January. You can’t have helped but notice that every time you walk down the high street shops are enticing you to buy things to make you healthier, to feed those New Year’s Resolutions you sort of decided on.
It may be ‘active wear’ to help you with fitness, lotions and potions to help you ‘detox’ or books with alluring recipes to help you ‘get lean’. It is not just the high street though, there are those leaflets through the door encouraging you to join weight loss clubs and the media joins in with various ‘new you’ segments.
But before you start spending out or getting into some vague regime STOP AND THINK.
Remember for many of the shops, organisations and media outlets January is a slow month so for them, so jumping on resolution bandwagon is just a way of making extra money by appealing to our own frailties.
Only you can decide what you want to do and it is important that you do it properly if you want to succeed.
START by really deciding what you want. Not a vague idea of “I think I need to lose some weight” or “I need to eat healthier” or “I want to be fitter” etc. but instead set yourself a specific goal, “I need to lose 2 stone” or “I need to reduce the amount of salt in my diet” or “I need to be able to run 10K”.
By setting yourself a specific goal it becomes more achievable because you can measure your progress over time, and time is also an important element.
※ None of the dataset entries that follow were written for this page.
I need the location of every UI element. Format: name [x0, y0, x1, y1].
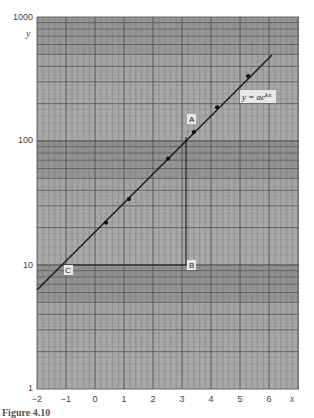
svg-text:4: 4: [208, 394, 213, 404]
y-axis-label: y: [25, 28, 31, 39]
svg-text:A: A: [189, 115, 195, 124]
svg-text:3: 3: [179, 394, 184, 404]
svg-text:6: 6: [266, 394, 271, 404]
svg-text:0: 0: [92, 394, 97, 404]
data-point: [192, 130, 196, 134]
equation-label: y = aekx: [240, 90, 276, 103]
svg-text:100: 100: [18, 135, 33, 145]
x-axis-label: x: [289, 393, 295, 404]
svg-text:2: 2: [150, 394, 155, 404]
svg-text:1: 1: [28, 383, 33, 393]
data-point: [215, 105, 219, 109]
label-a: A: [187, 114, 196, 124]
data-point: [166, 157, 170, 161]
data-point: [127, 197, 131, 201]
label-c: C: [64, 265, 73, 275]
svg-text:C: C: [65, 266, 71, 275]
plot-area: [37, 17, 299, 389]
svg-text:−1: −1: [61, 394, 71, 404]
label-b: B: [187, 260, 196, 270]
data-point: [104, 220, 108, 224]
svg-text:−2: −2: [32, 394, 42, 404]
data-point: [246, 74, 250, 78]
svg-text:5: 5: [237, 394, 242, 404]
svg-text:B: B: [189, 261, 194, 270]
figure-caption: Figure 4.10: [2, 407, 50, 418]
svg-text:1: 1: [121, 394, 126, 404]
svg-text:1000: 1000: [13, 12, 33, 22]
x-axis-ticks: −2−10123456: [32, 394, 272, 404]
svg-text:10: 10: [23, 260, 33, 270]
y-axis-ticks: 1000 100 10 1: [13, 12, 33, 393]
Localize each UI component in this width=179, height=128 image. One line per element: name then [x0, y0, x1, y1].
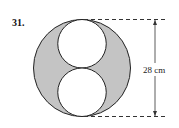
problem-number: 31.	[12, 17, 25, 28]
lower-inner-circle	[58, 68, 107, 117]
upper-inner-circle	[58, 20, 107, 69]
dimension-label: 28 cm	[143, 65, 165, 75]
figure-diagram: 31. 28 cm	[0, 0, 179, 128]
arrow-up-icon	[153, 20, 157, 25]
arrow-down-icon	[153, 111, 157, 116]
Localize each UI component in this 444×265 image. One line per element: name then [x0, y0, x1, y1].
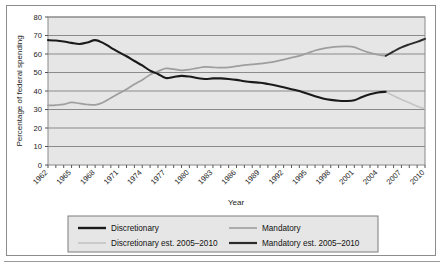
x-tick-label: 1998	[314, 168, 332, 186]
y-tick-label: 60	[34, 50, 42, 59]
line-chart: 01020304050607080 1962196519681971197419…	[0, 0, 444, 265]
x-tick-label: 1980	[172, 168, 190, 186]
legend-label: Mandatory est. 2005–2010	[262, 239, 360, 248]
x-tick-label: 2010	[408, 168, 426, 186]
y-tick-label: 40	[34, 87, 42, 96]
y-axis-tick-labels: 01020304050607080	[34, 13, 42, 170]
x-tick-label: 1977	[149, 168, 167, 186]
x-tick-label: 2001	[337, 168, 355, 186]
x-tick-label: 1989	[243, 168, 261, 186]
x-tick-label: 1965	[55, 168, 73, 186]
x-tick-label: 2007	[385, 168, 403, 186]
x-tick-label: 1971	[102, 168, 120, 186]
figure-container: 01020304050607080 1962196519681971197419…	[0, 0, 444, 265]
x-tick-label: 1992	[267, 168, 285, 186]
x-axis-tick-labels: 1962196519681971197419771980198319861989…	[31, 168, 426, 186]
y-tick-label: 70	[34, 31, 42, 40]
chart-legend: DiscretionaryMandatoryDiscretionary est.…	[68, 216, 378, 252]
legend-label: Discretionary	[111, 224, 160, 233]
y-axis-title-text: Percentage of federal spending	[15, 35, 24, 146]
x-tick-label: 1962	[31, 168, 49, 186]
y-axis-title: Percentage of federal spending	[15, 35, 24, 146]
x-tick-label: 2004	[361, 168, 379, 186]
x-tick-label: 1995	[290, 168, 308, 186]
x-axis-title: Year	[228, 198, 245, 207]
y-tick-label: 50	[34, 68, 42, 77]
x-tick-label: 1983	[196, 168, 214, 186]
legend-label: Discretionary est. 2005–2010	[111, 239, 218, 248]
y-tick-label: 80	[34, 13, 42, 22]
x-tick-label: 1986	[220, 168, 238, 186]
x-axis-title-text: Year	[228, 198, 245, 207]
legend-label: Mandatory	[262, 224, 302, 233]
y-tick-label: 10	[34, 142, 42, 151]
x-tick-label: 1968	[78, 168, 96, 186]
y-tick-label: 20	[34, 124, 42, 133]
x-tick-label: 1974	[125, 168, 143, 186]
y-tick-label: 30	[34, 105, 42, 114]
When do you want to have achieved your goal by? Having an end date gives you a greater incentive to work toward it. So if you have your summer holiday booked perhaps work to that date to be healthier, leaner or fitter. If you have a longer term goal then, with a specific end date you can break it down across the months so you know where you need to be by that summer date.
The other element of setting yourself goals is to be realistic. If you take up jogging in January you are not going to be running a marathon by Easter! Permanent weight loss is best achieved by losing weight at a steady pace rather than crash dieting and healthy eating is more about balance than completely eliminating something.
While I have concentrated on the typical January goals, these ideas apply to everything you want to get done, any goal that you set yourself. You need to use SMART.
Specific, Measurable, Achievable, Realistic, Timely.
You may have heard of this before but it is always worth remembering when you set out to achieve anything. The better the framework for your plan the better he chance of success.
So before you rush headlong into the temptations of a healthier lifestyle take a bit of time to really assess what it is you want to achieve this year and begin the process of planning how best to really achieve that goal.